35.984311, -78.90174
Described by the appraiser facilitating its acquisition and demolition by the Durham Redevelopment Commission as a "duplex residence" in "fair" condition, 303 East Piedmont was the long-time home of Iola Cunningham Allen (1897-1988). Originally from Greensboro, her family appears to have relocated to Durham sometime in the 1910s. For decades until their deaths, Ms. Allen lived here with her mother, Daisy Allen (c.1875-1961), and grandmother, Laura Cunningham (c.1858-1933) - both widowed.
Iola remained in the house for more than half a century, eventually purchasing it from the landlord in 1951. Though she never married, hers was an active life in this part of Hayti. She is said to have worked as a cook in a nearby cafe, and was a longtime, active member of St. Joseph AME Church - just a few blocks to the northeast.
The 1966 appraisal document that accompanied the first picture above indicates that Allen "lives in one side and rents the other to [a] long time friend." This was likely the couple, John and Jennie Clifton, who appear in city directories as residents on the other half of the duplex almost immediately after she purchased the property in the 1950s. While Ms. Allen may have been the longest-tenured resident on her block, a significant portion of those living in the immediate vicinity - whether renters or owner-occupants - had put down roots before Urban Renewal set its sights on this part of Hayti.
A product of big ambitions, the erasure of Hayti was a tragedy so enormous that it can seem difficult to comprehend at the scale of individual human experience. At the same time, reference to what was lost (a vibrant, historic African American community) and what replaced it (a far cry from what was promised) has a way of compressing the agonizing timeline over which its dismantling unfolded. Like many of the homes added to Open Durham pages around Hayti, the initial version of this page estimated its demolition as unfolding between 1966-1970. In fact, the sad saga of the displacement of Iola Allen and so many of her neighbors started earlier and carried on much longer than this estimate indicates.
From the first conversations about Urban Renewal in the late 1950s, this area - at least what was clear to the south of the freeway's projected course - had been discussed for "rehabilitation" rather than demolition. By the mid-1960s that tune had changed, and Piedmont Avenue had the misfortune of falling right on the fault line, with everything to its north projected to be razed. That sentence was pronounced just as Project 1 (south of the mainline railroad around American Tobacco) and Project 2 (east of Fayetteville Street, including what became Fayette Place) proved such plans would indeed bring bulldozers, all contributing to a predictable spiral of disinvestment and depreciating property values.
Instead of a quick death blow to western Hayti, however, a combination of factors prevented large-scale acquisition of properties like the one owned by Ms. Allen until a final funding decision from HUD in late 1970. In the meantime, hers and hundreds of other households spent the better part of a decade in limbo while the community they called home died around them. Unpaved streets were not only cut off by the construction of the freeway and the rerouting of Fayetteville Street, many became impassable due to new drainage patterns from the raised road beds. Access issues went from nuisance to safety hazard when they prevented trash collectors and firefighters from reliably reaching parts of the area. One woman quoted anonymously in a five-part May 1970 Durham Morning Herald series on this disgrace had - like Iola Allen - "lived in the neighborhood nearly all her life," and knew first-hand what the promise of Urban Renewal had actually become: "It is a monster that destroys homes and lives."
It would be three more years until Ms. Allen finally sold her house to the Redevelopment Commission, her longtime neighbor at 301 East Piedmont following suit a couple months later in August 1973. Aerial photographs suggest demolition of these and many of the other later acquisitions did not begin until some time in 1974. A decade later, virtually nothing had filled the void where western Hayti once stood - just the extension of Lakewood Avenue to move motorists past the barren cityscape.
Iola Cunningham Allen lived fifteen years after selling her longtime home here, before passing away at the age of 91. Services in her honor were held at the church where she had been an active member for decades, St. Joseph AME. Her funeral program - preserved in the Durham County Library's fantastic R Kelly Bryant Collection and available on DigitalNC - suggests she was known for great warmth, even being "affectionately called 'Bless Your Heart'."
"Everyone who knew her loved her dearly," the program concludes, and it seems she loved living on Hayti's Piedmont Avenue.
Add new comment
Log in or register to post comments.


- [Required work] An exact copy of all records is expected, minus the images.

- [Working data]
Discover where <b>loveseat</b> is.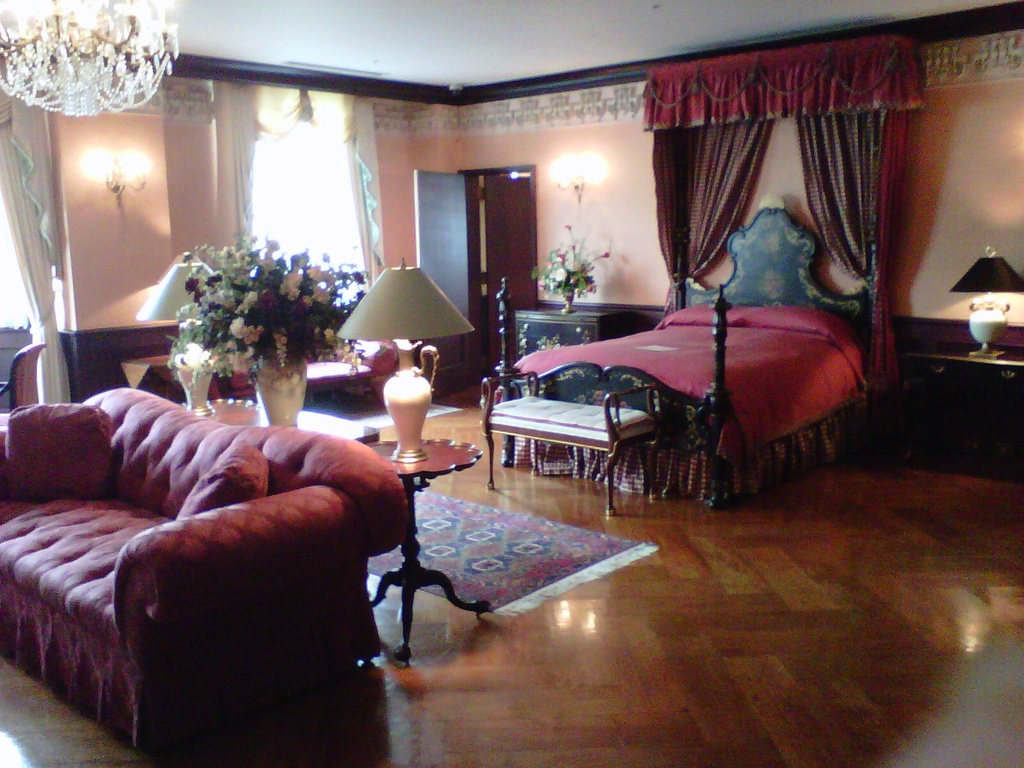
Discovered at Rect(0, 376, 425, 756).
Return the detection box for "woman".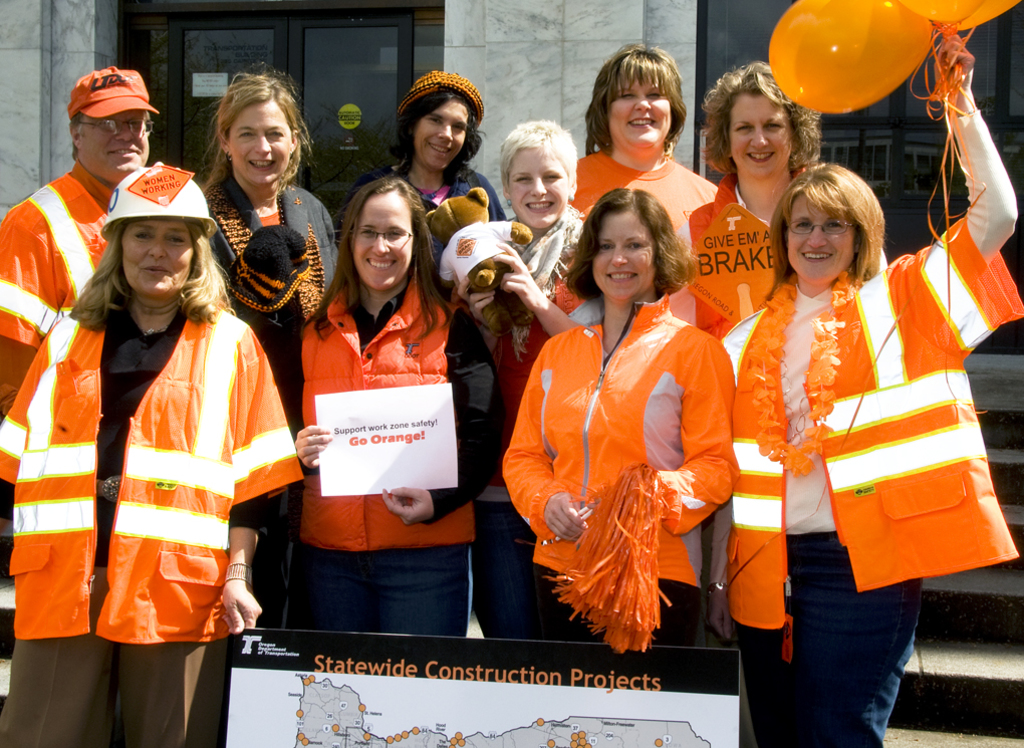
region(281, 177, 504, 641).
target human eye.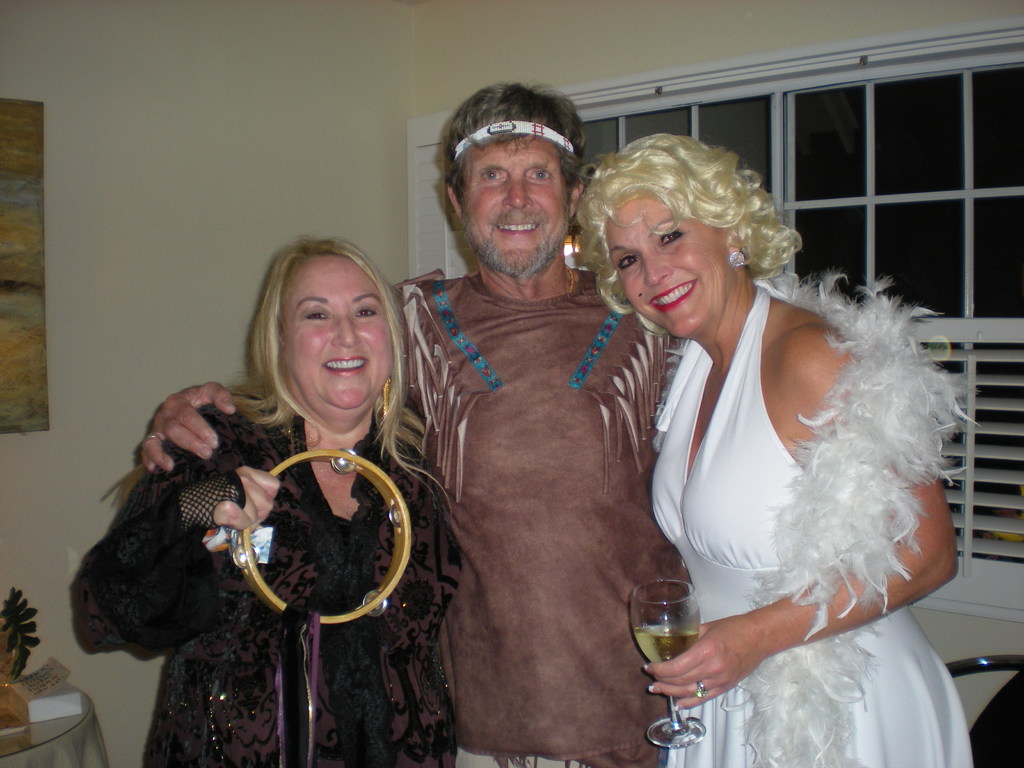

- [Expected answer]
Discover where <b>loveseat</b> is.
Discovered at Rect(0, 376, 425, 756).
Return the detection box for "woman".
region(281, 177, 504, 641).
target human eye.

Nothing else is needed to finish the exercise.